Dang - you sound very organized Iām glad you recognize the school type differences.
Taking Calc BC and Physics that early - heās well advanced. Sometimes these kids go too far ahead but I donāt think itās disaster - far from it.
I think heās good at more schools than you realize. I donāt think heāll need a regional/local like Stevens, unless itās a school he just really likes.
As for UW, youāre ahead of it with knowing the admission rate for CS. They donāt appear to have a minor but do have courses non majors can take. You might look into frequency of offerings. I linked these below.
The Merced and Riverside thing are long standing. When I was in HS, it was Santa Cruz and Riverside - people considered them beneath them. Itās crazy because if you use US News as a proxy, theyāre higher ranked than many you mentioned - at #57 and #75. But you are right - peer pressure is tough.
Very different picture than yesterdayās post. You sound very much in control and with good processes.
Of the schools on your list, Pittsburgh has a first year undeclared engineering program, where declaring a specific engineering major is not restricted beyond a 2.0 college GPA: Choosing a Major . However, computer science is in a separate division, where changing into it requires a competitive admission process: School of Computing and Information - University of Pittsburgh - Acalog ACMSā¢
Generally, it appears that schools not running into capacity limits for engineering or computer science majors are one or more of the following:
less selective ā they do not have that large a number of students willing and capable of doing these majors.
small ā the minimum size of the departments is large enough that even if a larger percentage of students wants the major, they will have the capacity.
wealthy ā they are able to maintain overcapacity or expand capacity in popular departments.
But it means that the more popular and selective large state universities that make up much of the list are more likely to be the ones running into capacity limits for engineering or computer science majors. Among the UCs and CSUs, it seems that the studentās list of preferred campuses is pretty much the list of those running into the capacity limits.
You and the student may want to do web searches like ā[school] change major to [major]ā for each school and each of the majors of interest.
You can look at prior prior year UC admission by campus and broad discipline major groups at Freshman admission by discipline | University of California (GPA shown is weighted-capped, so his 4.22 would be what to compare). Excluding UCR and UCM means increases the likelihood of getting no UC admissions, although his GPA gives at least a reasonable chance at the others.
CPP and SJSU do have some information about prior year admission thresholds.
CPP: CSU_GPA * 1000 + 450 is the index used (CSU_GPA is like UC weighted capped GPA). Prior year thresholds were AE 4658 (4.208 CSU GPA), ME 4587 (4.137 CSU GPA), CS 4200 (3.75 CSU GPA). CPP Freshmen Student Profile: Multifactor Admission
SJSU: CSU_GPA * 800 is the basic index. For engineering (but not computer science) majors, add math_GPA * 400 (it is unclear whether math_GPA is weighted). See Impaction | Admissions . Prior year thresholds were AE 4320, materials engineering 3000, ME 4800, CS 3440 (equivalent to 4.3 CSU_GPA), software engineering 4500. See Freshmen Impaction Results | Admissions .
CPSLO, CSULB, CSU Fullerton, and SDSU are impacted campuses that are less transparent about prior year admission thresholds. Of course, some less selective CSUs with at least mechanical engineering and computer science like Chico, Los Angeles, Sacramento, and San Francisco are not impacted for the campus and major and will admit at CSU baseline (CSU GPA of 2.5 for California residents). But it is likely that the peer pressure against them is similar to that against UCR and UCM.
Also note that the impacted campuses and majors likely have higher college GPA requirements or competitive admission to change major.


### Aim of the task
Leave the images aside and copy out the whole listing, exact to the word.

### Task data
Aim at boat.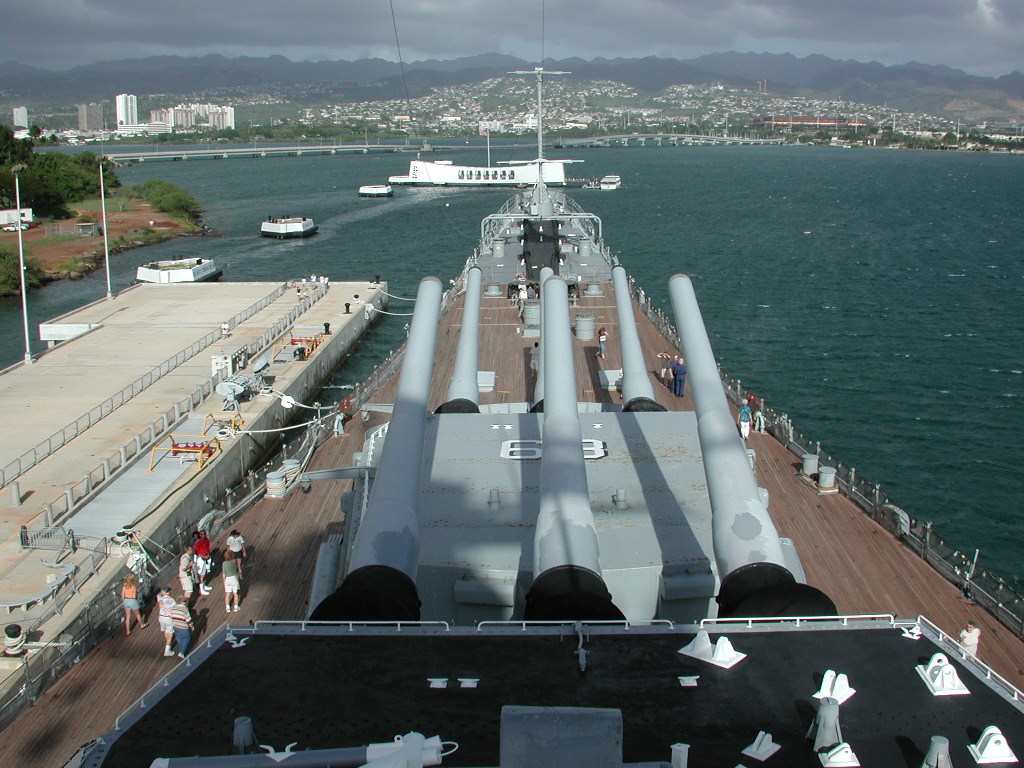
Aimed at locate(593, 174, 627, 193).
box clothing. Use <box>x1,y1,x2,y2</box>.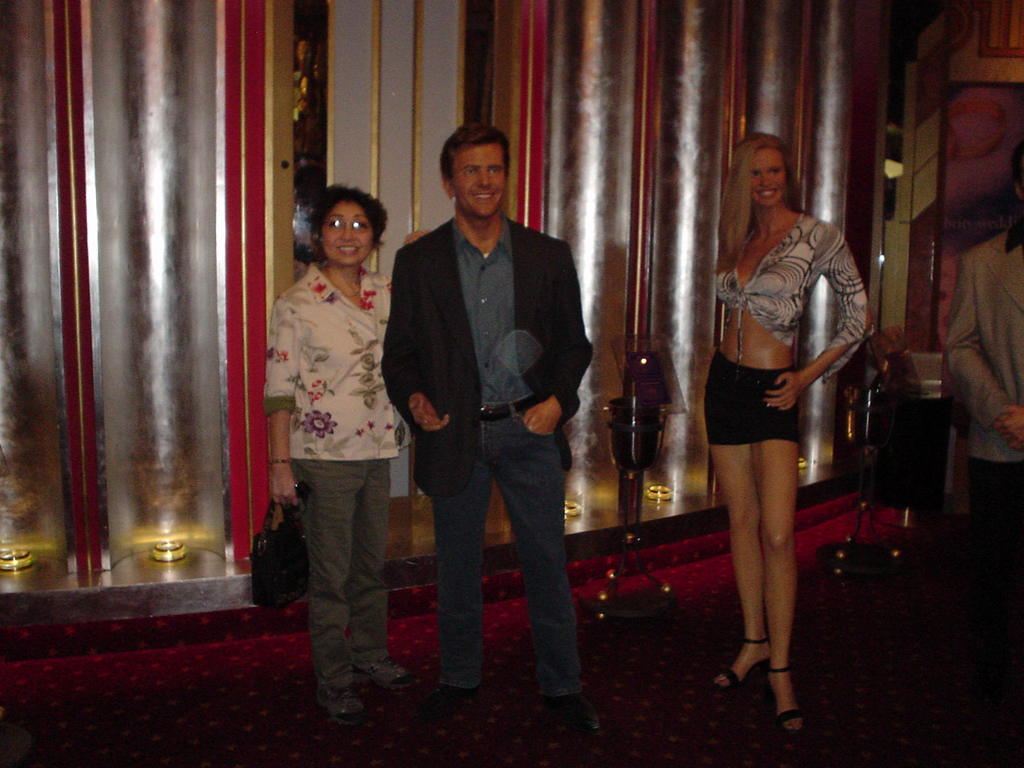
<box>378,213,599,695</box>.
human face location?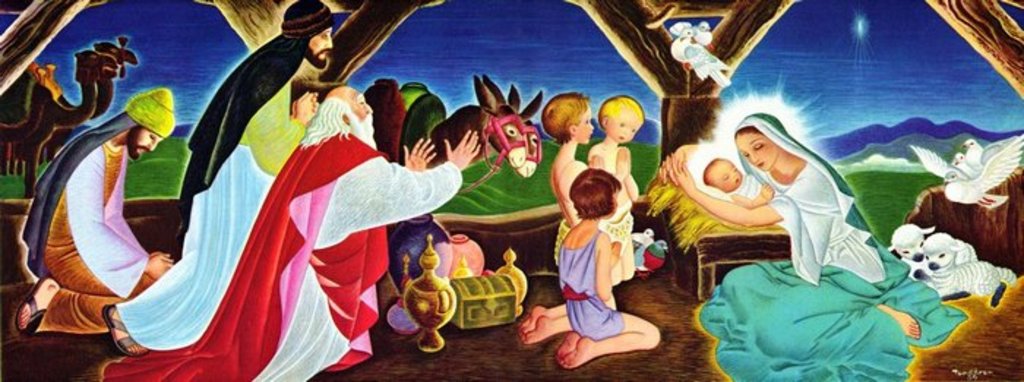
[x1=347, y1=91, x2=376, y2=120]
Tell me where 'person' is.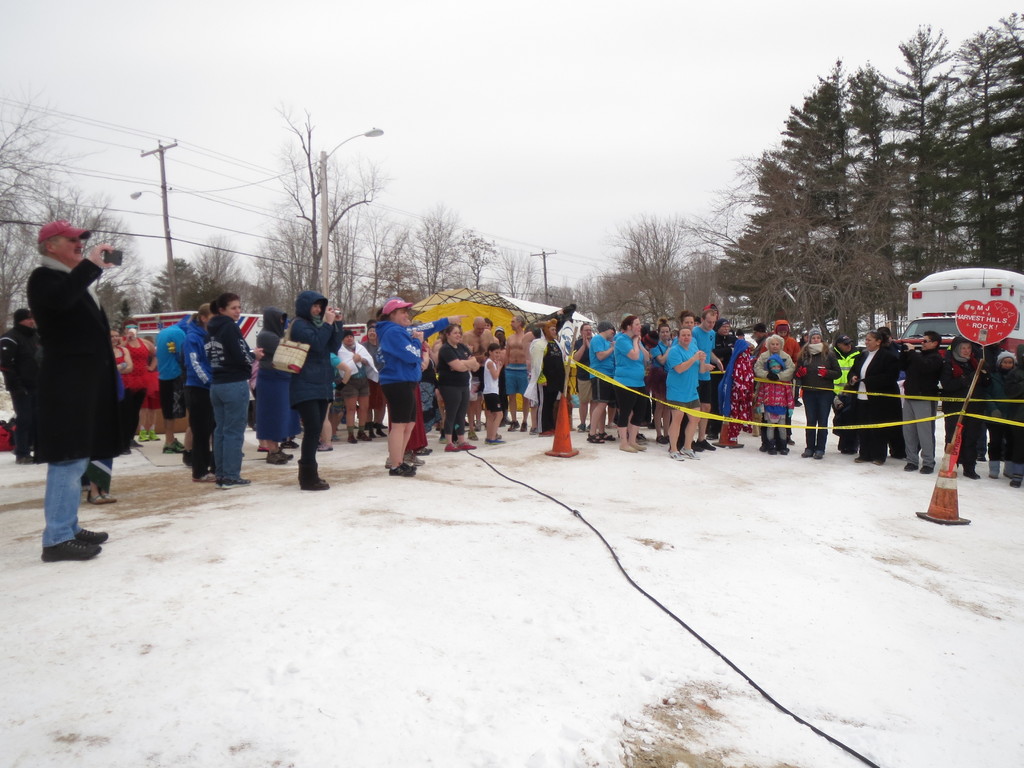
'person' is at box(756, 355, 794, 456).
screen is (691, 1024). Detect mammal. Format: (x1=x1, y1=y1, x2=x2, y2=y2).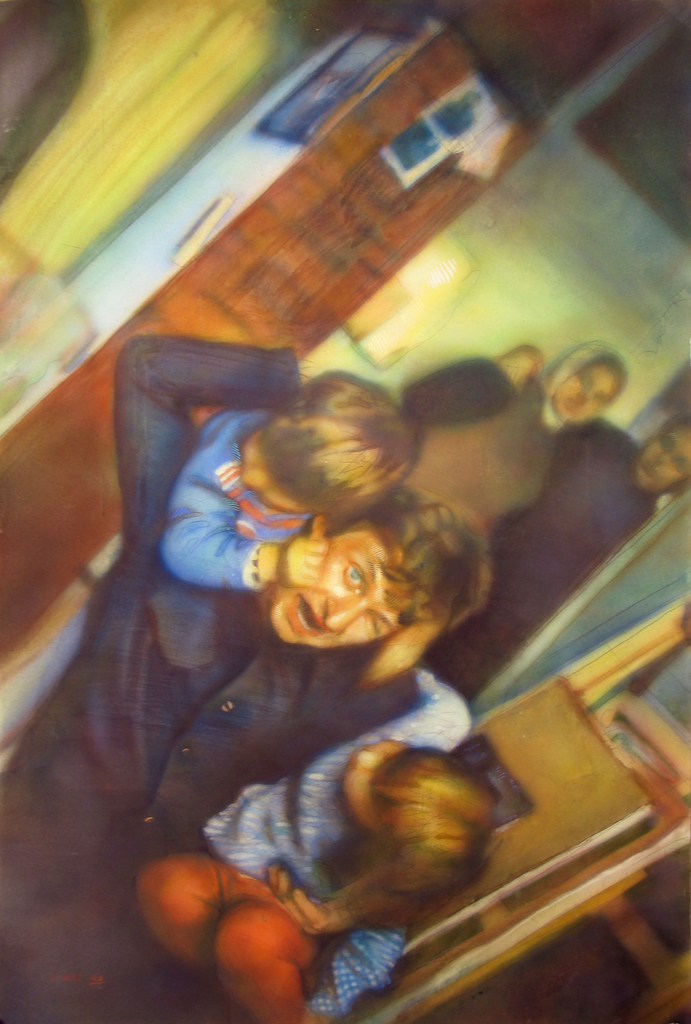
(x1=167, y1=368, x2=411, y2=595).
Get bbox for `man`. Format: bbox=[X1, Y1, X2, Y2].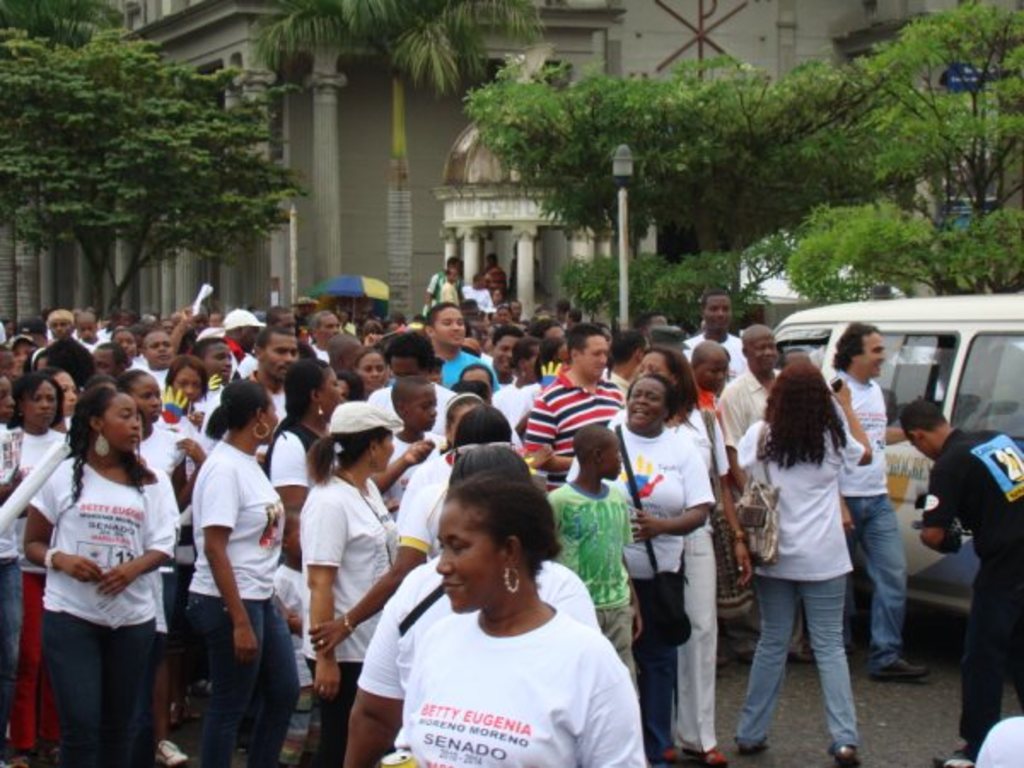
bbox=[894, 394, 1022, 754].
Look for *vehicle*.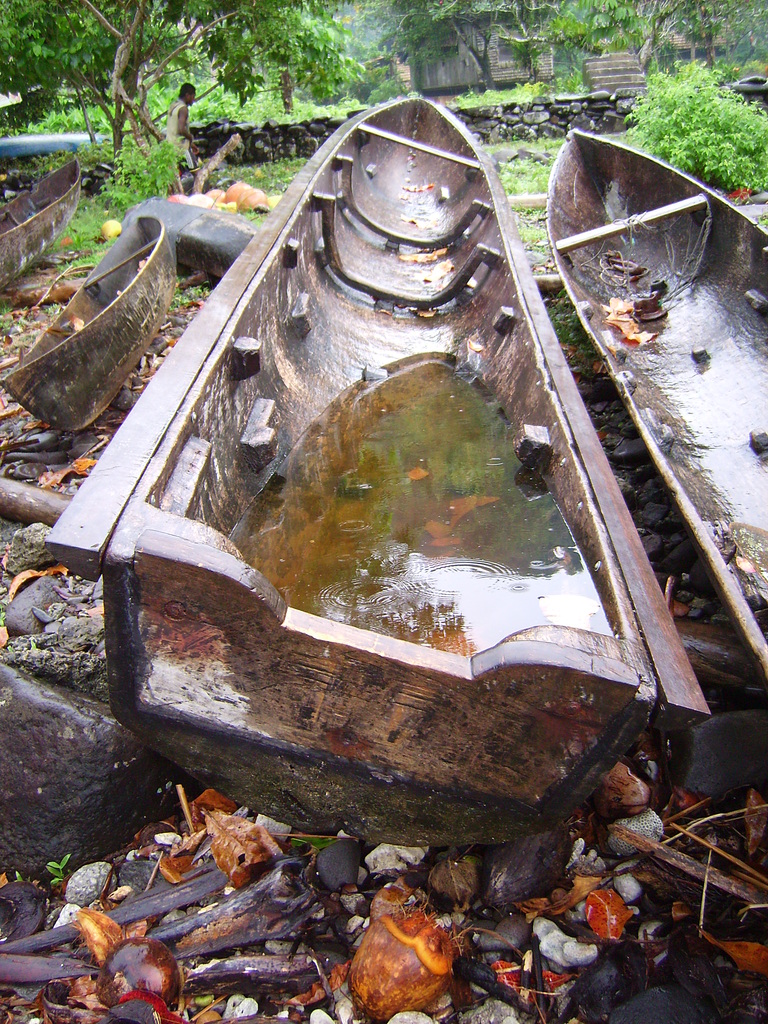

### Exercise output
Aim at boat.
Aimed at locate(593, 174, 627, 193).
box clothing. Use <box>x1,y1,x2,y2</box>.
<box>378,213,599,695</box>.
human face location?
[x1=347, y1=91, x2=376, y2=120]
Tell me where 'person' is.
'person' is at box(756, 355, 794, 456).
screen is (691, 1024). Detect mammal. Format: (x1=x1, y1=y1, x2=x2, y2=y2).
(x1=167, y1=368, x2=411, y2=595).
Get bbox for `man`. Format: bbox=[X1, Y1, X2, Y2].
bbox=[894, 394, 1022, 754].
Look for *vehicle*.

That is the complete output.